[youtube https://www.youtube.com/watch?v=NhPDCTEnk-Q]
A week ago last Saturday we went out to my aunt’s cabin on North Manistique Lake. It was a pretty typical day at camp until my daughter Aster found a young seagull all tangled up in a fishing lure.

She sent her cousin Jenna running to find me. When I got to the scene, the poor thing had one treble hook in its leg and another in its bill, terrified, in pain, and unable to even fly because its head was all twisted around.

We caught the gull, and I held it while my brother cut away the lure with wire cutters. Unfortunately the barbed hooks were still embedded in the creature’s leg and bill. None of us felt qualified to conduct bird surgery on the spot. After many unsuccessful phone calls to the DNR, several vet clinics, a bird hotline, and wildlife rehabilitators, I was about to give up on finding help for her.

Then suddenly the phone rang. It was Dr. Plomer of the Curtis, MI Veterinary Clinic. Unlike the other vets, when he heard we had an injured seagull he offered right away to meet us at his clinic.

My sister in law Maureen and I jumped in her car. We managed to find the clinic (although not without getting a bit lost!). It wasn’t long before the hooks were out. Dr. Plomer (who we could tell right away was a kindred spirit) insisted that we name the bird so he could enter it into his database. So we named her Lucky.

Thank goodness for caring vets!

Hope you find Lucky’s return to the wild as inspiring as I do. (But apologies for the funky format. No one told Aster to hold the phone sideways for a video!)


*ASSIGNMENT*: Look at each line of the listing. Copy those that hold the string "cookies".

*RECORD EXTRACTS*:
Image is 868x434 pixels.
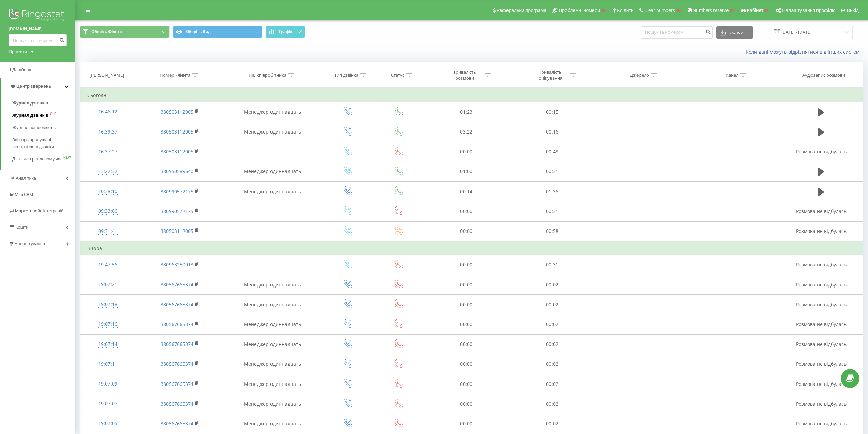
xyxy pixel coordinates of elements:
[161,109,193,115] a: 380503112005
[796,301,846,307] span: Розмова не відбулась
[265,26,305,38] button: Графік
[12,67,32,72] span: Дашборд
[423,394,509,414] td: 00:00
[161,380,193,387] a: 380567665374
[161,301,193,307] a: 380567665374
[279,29,292,34] span: Графік
[15,224,29,229] span: Кошти
[12,112,48,119] span: Журнал дзвінків
[161,188,193,195] a: 380990572175
[16,175,36,180] span: Аналiтика
[423,414,509,433] td: 00:00
[692,8,728,13] span: Numbers reserve
[747,8,763,13] span: Кабінет
[80,26,170,38] button: Оберіть Фільтр
[224,314,321,334] td: Менеджер одиннадцать
[391,72,404,78] div: Статус
[617,8,633,13] span: Клієнти
[14,241,45,246] span: Налаштування
[423,221,509,242] td: 00:00
[796,282,846,288] span: Розмова не відбулась
[847,8,858,13] span: Вихід
[12,134,75,153] a: Звіт про пропущені необроблені дзвінки
[796,380,846,387] span: Розмова не відбулась
[14,192,33,197] span: Mini CRM
[161,321,193,328] a: 380567665374
[224,102,321,122] td: Менеджер одиннадцать
[532,69,569,81] div: Тривалість очікування
[224,394,321,414] td: Менеджер одиннадцать
[87,417,128,430] div: 19:07:05
[423,354,509,374] td: 00:00
[423,162,509,181] td: 01:00
[509,314,594,334] td: 00:02
[796,400,846,407] span: Розмова не відбулась
[12,122,75,134] a: Журнал повідомлень
[559,8,600,13] span: Проблемні номери
[509,275,594,294] td: 00:02
[224,334,321,354] td: Менеджер одиннадцать
[796,420,846,426] span: Розмова не відбулась
[796,228,846,234] span: Розмова не відбулась
[161,340,193,347] a: 380567665374
[745,48,863,55] a: Коли дані можуть відрізнятися вiд інших систем
[224,162,321,181] td: Менеджер одиннадцать
[81,88,863,102] td: Сьогодні
[161,208,193,214] a: 380990572175
[12,97,75,109] a: Журнал дзвінків
[509,142,594,162] td: 00:48
[17,84,51,89] span: Центр звернень
[725,72,738,78] div: Канал
[509,354,594,374] td: 00:02
[224,414,321,433] td: Менеджер одиннадцать
[423,314,509,334] td: 00:00
[782,8,835,13] span: Налаштування профілю
[91,29,121,35] span: Оберіть Фільтр
[423,122,509,142] td: 03:22
[161,148,193,155] a: 380503112005
[224,354,321,374] td: Менеджер одиннадцать
[87,224,128,238] div: 09:31:41
[423,275,509,294] td: 00:00
[161,168,193,174] a: 380950589640
[87,145,128,159] div: 16:37:27
[161,128,193,135] a: 380503112005
[8,34,66,46] input: Пошук за номером
[796,148,846,155] span: Розмова не відбулась
[802,72,845,78] div: Аудіозапис розмови
[224,294,321,314] td: Менеджер одиннадцать
[224,275,321,294] td: Менеджер одиннадцать
[496,8,547,13] span: Реферальна програма
[446,69,483,81] div: Тривалість розмови
[90,72,124,78] div: [PERSON_NAME]
[716,26,753,38] button: Експорт
[161,228,193,234] a: 380503112005
[87,297,128,311] div: 19:07:18
[87,357,128,371] div: 19:07:11
[87,397,128,410] div: 19:07:07
[423,294,509,314] td: 00:00
[509,182,594,202] td: 01:36
[509,162,594,181] td: 00:31
[796,208,846,214] span: Розмова не відбулась
[423,142,509,162] td: 00:00
[87,278,128,291] div: 19:07:21
[630,72,649,78] div: Джерело
[796,321,846,328] span: Розмова не відбулась
[81,242,863,255] td: Вчора
[161,400,193,407] a: 380567665374
[640,26,713,38] input: Пошук за номером
[509,394,594,414] td: 00:02
[15,208,64,214] span: Маркетплейс інтеграцій
[644,8,675,13] span: Clear numbers
[160,72,190,78] div: Номер клієнта
[8,7,66,24] img: Ringostat logo
[796,261,846,267] span: Розмова не відбулась
[87,377,128,390] div: 19:07:09
[87,337,128,351] div: 19:07:14
[12,153,75,165] a: Дзвінки в реальному часіNEW
[509,334,594,354] td: 00:02
[509,414,594,433] td: 00:02
[87,258,128,271] div: 19:47:56
[423,254,509,275] td: 00:00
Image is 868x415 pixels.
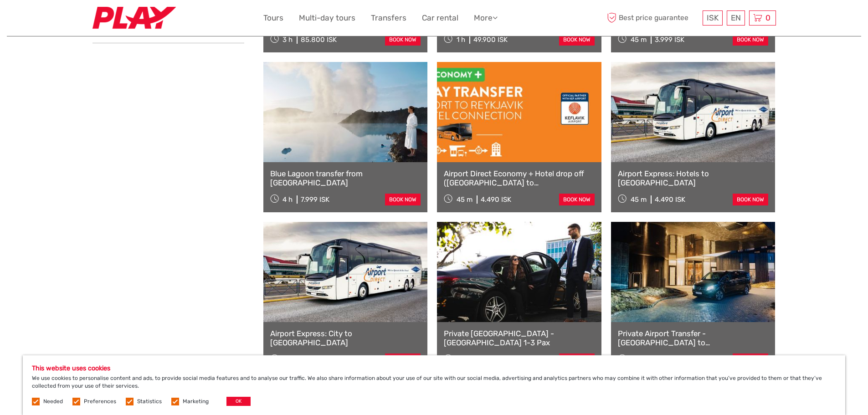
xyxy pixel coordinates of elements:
[474,11,497,25] a: More
[282,35,293,44] span: 3 h
[300,35,337,44] div: 85.800 ISK
[270,329,421,348] a: Airport Express: City to [GEOGRAPHIC_DATA]
[605,11,700,26] span: Best price guarantee
[422,11,458,25] a: Car rental
[733,194,768,205] a: book now
[631,35,647,44] span: 45 m
[655,195,685,204] div: 4.490 ISK
[473,35,508,44] div: 49.900 ISK
[137,398,162,405] label: Statistics
[300,195,330,204] div: 7.999 ISK
[631,195,647,204] span: 45 m
[733,34,768,45] a: book now
[457,35,465,44] span: 1 h
[93,7,176,29] img: Fly Play
[282,195,293,204] span: 4 h
[270,169,421,188] a: Blue Lagoon transfer from [GEOGRAPHIC_DATA]
[299,11,356,25] a: Multi-day tours
[444,329,595,348] a: Private [GEOGRAPHIC_DATA] - [GEOGRAPHIC_DATA] 1-3 Pax
[559,34,595,45] a: book now
[727,11,745,26] div: EN
[23,355,845,415] div: We use cookies to personalise content and ads, to provide social media features and to analyse ou...
[444,169,595,188] a: Airport Direct Economy + Hotel drop off ([GEOGRAPHIC_DATA] to [GEOGRAPHIC_DATA])
[764,14,772,23] span: 0
[385,194,420,205] a: book now
[655,35,685,44] div: 3.999 ISK
[457,195,472,204] span: 45 m
[385,354,420,365] a: book now
[84,398,116,405] label: Preferences
[385,34,420,45] a: book now
[226,397,251,406] button: OK
[618,329,769,348] a: Private Airport Transfer - [GEOGRAPHIC_DATA] to [GEOGRAPHIC_DATA]
[733,354,768,365] a: book now
[13,16,103,23] p: We're away right now. Please check back later!
[481,195,511,204] div: 4.490 ISK
[559,354,595,365] a: book now
[706,14,719,23] span: ISK
[32,364,836,372] h5: This website uses cookies
[263,11,284,25] a: Tours
[371,11,407,25] a: Transfers
[105,14,115,25] button: Open LiveChat chat widget
[43,398,63,405] label: Needed
[183,398,209,405] label: Marketing
[559,194,595,205] a: book now
[618,169,769,188] a: Airport Express: Hotels to [GEOGRAPHIC_DATA]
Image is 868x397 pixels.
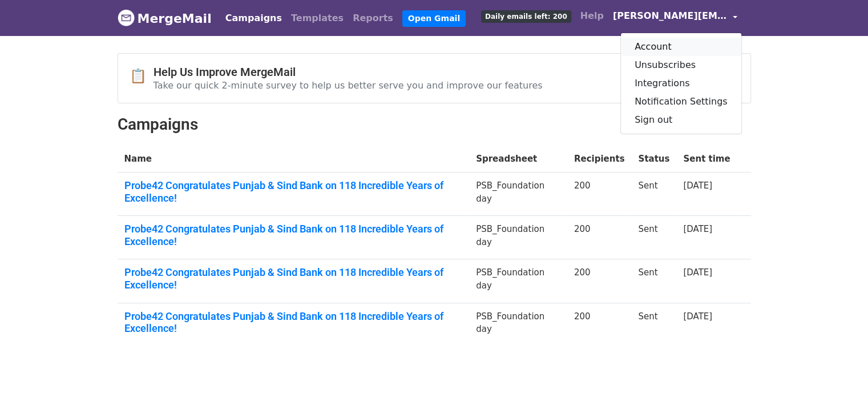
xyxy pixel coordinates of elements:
td: Sent [632,173,677,216]
td: PSB_Foundation day [469,216,568,259]
a: Unsubscribes [621,56,741,74]
iframe: Chat Widget [811,342,868,397]
span: Daily emails left: 200 [481,10,571,23]
th: Status [632,146,677,173]
a: [DATE] [683,267,712,278]
th: Recipients [568,146,632,173]
p: Take our quick 2-minute survey to help us better serve you and improve our features [154,79,543,92]
td: Sent [632,303,677,346]
td: PSB_Foundation day [469,259,568,303]
a: Help [576,4,608,28]
h4: Help Us Improve MergeMail [154,65,543,79]
td: 200 [568,303,632,346]
a: Notification Settings [621,93,741,111]
a: Open Gmail [402,10,466,27]
th: Sent time [677,146,737,173]
a: Reports [349,7,398,30]
a: Probe42 Congratulates Punjab & Sind Bank on 118 Incredible Years of Excellence! [124,267,463,291]
a: Probe42 Congratulates Punjab & Sind Bank on 118 Incredible Years of Excellence! [124,179,463,204]
td: 200 [568,173,632,216]
td: Sent [632,216,677,259]
span: [PERSON_NAME][EMAIL_ADDRESS][DOMAIN_NAME] [613,9,727,23]
a: [DATE] [683,312,712,322]
a: [DATE] [683,181,712,191]
td: 200 [568,216,632,259]
img: MergeMail logo [118,9,135,26]
a: [PERSON_NAME][EMAIL_ADDRESS][DOMAIN_NAME] [608,4,742,31]
td: 200 [568,259,632,303]
th: Spreadsheet [469,146,568,173]
td: Sent [632,259,677,303]
a: Account [621,38,741,56]
a: Campaigns [221,7,287,30]
div: [PERSON_NAME][EMAIL_ADDRESS][DOMAIN_NAME] [621,33,742,134]
a: Probe42 Congratulates Punjab & Sind Bank on 118 Incredible Years of Excellence! [124,223,463,248]
h2: Campaigns [118,115,751,134]
a: Probe42 Congratulates Punjab & Sind Bank on 118 Incredible Years of Excellence! [124,310,463,335]
a: [DATE] [683,224,712,235]
th: Name [118,146,470,173]
a: Integrations [621,74,741,93]
td: PSB_Foundation day [469,173,568,216]
span: 📋 [130,68,154,84]
a: Templates [287,7,349,30]
a: Daily emails left: 200 [477,4,576,28]
a: MergeMail [118,7,212,31]
td: PSB_Foundation day [469,303,568,346]
a: Sign out [621,111,741,129]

*REPLY*:
[23,355,845,415] div: We use cookies to personalise content and ads, to provide social media features and to analyse ou...
[32,364,836,372] h5: This website uses cookies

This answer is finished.